Pinning down Estuary English

J.C. Wells, University College London

Abstract for a lecture given in Lund, Sweden, April 1998

Rosewarne, inventor of the term Estuary English, is to be congratulated on identifying and naming a concept that has a resonance among the general public. But his definition lacks explicitness: ‘a variety of modified regional speech [...] a mixture of non-regional and local south-eastern English pronunciation and intonation’. And he includes among his EE characteristics matters such as details of phraseology that many would consider irrelevant.

A new definition of Estuary English is proposed: standard English spoken with an accent that includes features localizable in the southeast of England.

EE is therefore different from Cockney in that its grammar is standard (eg you were, not you was), and in its generally avoiding such stigmatized phonetic characteristics as h-dropping and th-fronting. As an accent it differs from RP in typically reflecting such phonetic developments as t-glottalling, l-vocalization, and yod coalescence, and in incorporating particular forms of certain lexical items (eg twenty and wanted with nt-reduction; something with final /k/).

Far from being ‘a bastardized version of Cockney’, EE can be seen as its educated counterpart. Like other speech varieties, it should be recognized as covering a range of styles and levels of formality (eg in the phonetics of -ing). Hard evidence of its supposed geographical and social dissemination is eagerly awaited.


■ PROBLEM DESCRIPTION: How many lines in the entries below include the word "Where"? Respond with the number only.

Dataset entries:

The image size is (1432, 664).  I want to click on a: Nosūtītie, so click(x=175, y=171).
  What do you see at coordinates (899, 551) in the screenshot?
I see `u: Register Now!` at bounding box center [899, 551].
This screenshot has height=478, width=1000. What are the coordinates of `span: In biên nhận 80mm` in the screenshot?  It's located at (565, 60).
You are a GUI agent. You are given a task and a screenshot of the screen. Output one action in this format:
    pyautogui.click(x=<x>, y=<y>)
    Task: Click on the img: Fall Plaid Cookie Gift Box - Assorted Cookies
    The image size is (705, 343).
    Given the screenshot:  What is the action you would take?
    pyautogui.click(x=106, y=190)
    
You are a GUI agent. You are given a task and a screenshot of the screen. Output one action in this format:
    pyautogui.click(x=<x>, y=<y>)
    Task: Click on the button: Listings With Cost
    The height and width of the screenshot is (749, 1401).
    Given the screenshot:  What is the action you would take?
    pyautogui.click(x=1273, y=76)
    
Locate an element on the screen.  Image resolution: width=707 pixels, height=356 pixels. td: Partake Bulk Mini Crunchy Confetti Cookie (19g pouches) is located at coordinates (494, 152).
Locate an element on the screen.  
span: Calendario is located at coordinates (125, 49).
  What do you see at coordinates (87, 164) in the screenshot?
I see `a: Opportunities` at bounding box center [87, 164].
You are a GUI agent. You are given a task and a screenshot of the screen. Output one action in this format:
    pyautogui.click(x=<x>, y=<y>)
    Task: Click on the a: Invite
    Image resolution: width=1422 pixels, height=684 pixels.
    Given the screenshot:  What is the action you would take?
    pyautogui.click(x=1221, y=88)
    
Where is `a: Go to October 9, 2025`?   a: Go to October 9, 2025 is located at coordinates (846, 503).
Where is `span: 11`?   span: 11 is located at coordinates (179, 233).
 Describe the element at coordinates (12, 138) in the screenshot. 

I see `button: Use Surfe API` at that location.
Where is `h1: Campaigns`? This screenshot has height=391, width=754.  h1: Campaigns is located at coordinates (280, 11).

■ RESPONSE BELOW: 3